By Patmore: The Seasons. This choice little poem was volunteered to The Germ in September, after the author had read our prospectus, which impressed him favourably. He withheld his name, much to our disappointment, having resolved to do so in all instances where something of his might be published pending the issue of a new volume.
By Christina Rossetti: Dream Land. Though my sister was only just nineteen when this remarkable lyric was printed, she had already made some slight appearance in published type (not to speak of the privately printed Verses of 1847), as two small poems of hers had been inserted in The Athenæum in October 1848. Dream Land was written in April 1849, before The Germ was thought of; and it may be as well to say that all my sister's contributions to this magazine were produced without any reference to publication in that or in any particular form.
By Dante G. Rossetti: My Sister's Sleep. This purports to be No. 1 of Songs of One Household. I do not much think that Dante Rossetti ever wrote any other poem which would have been proper to such a series. My Sister's Sleep was composed very soon after he emerged from a merely juvenile stage of work. I believe that it dates before The Blessed Damozel, and therefore before May 1847. It is not founded upon any actual event affecting the Rossetti family, nor any family of our acquaintance. As I have said in my Memoir of my brother (1895), the poem was shown, perhaps early in 1848, by Major Calder Campbell to the editress of the Belle Assemblée, who heartily admired it, but, for one reason or another, did not publish it.

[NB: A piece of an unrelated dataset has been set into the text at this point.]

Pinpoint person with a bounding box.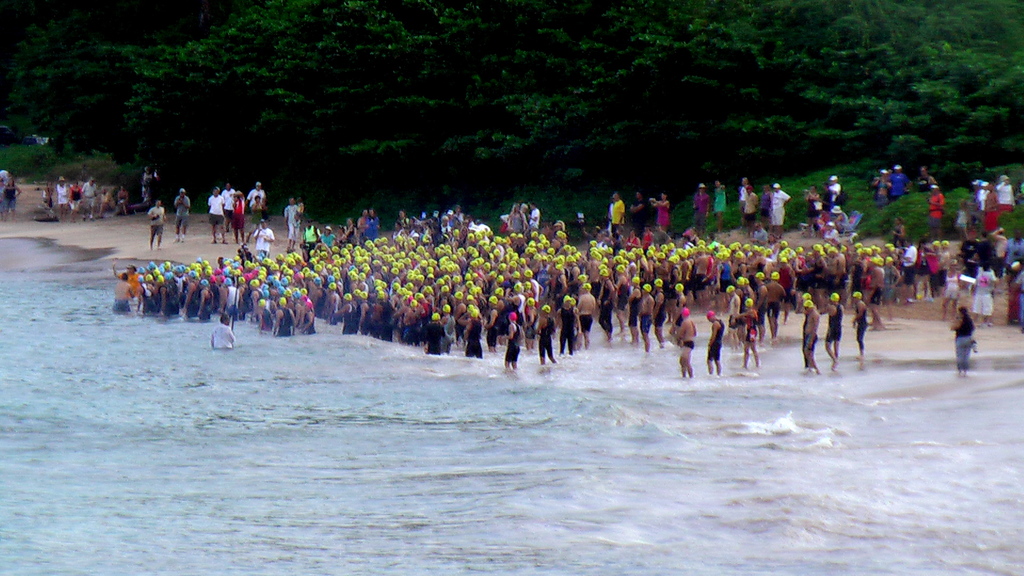
Rect(892, 161, 907, 196).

This composition is somewhat noticeable on more grounds than one; not least as being in a metre which was not much in use until it became famous in Tennyson's In Memoriam, published in 1850, and of course totally unknown to Rossetti when he wrote My Sister's Sleep. In later years my brother viewed this early work with some distaste, and he only reluctantly reprinted it in his Poems, 1870. He then wholly omitted the four stanzas 7, 8, 12, 13, beginning: Silence was speaking, I said, full knowledge, She stood a moment, Almost unwittingly; and he made some other verbal alterations.2 It will be observed that this poem was written long before the Præraphaelite movement began. None the less it shows in an eminent degree one of the influences which guided that movement: the intimate intertexture of a spiritual sense with a material form; small actualities made vocal of lofty meanings.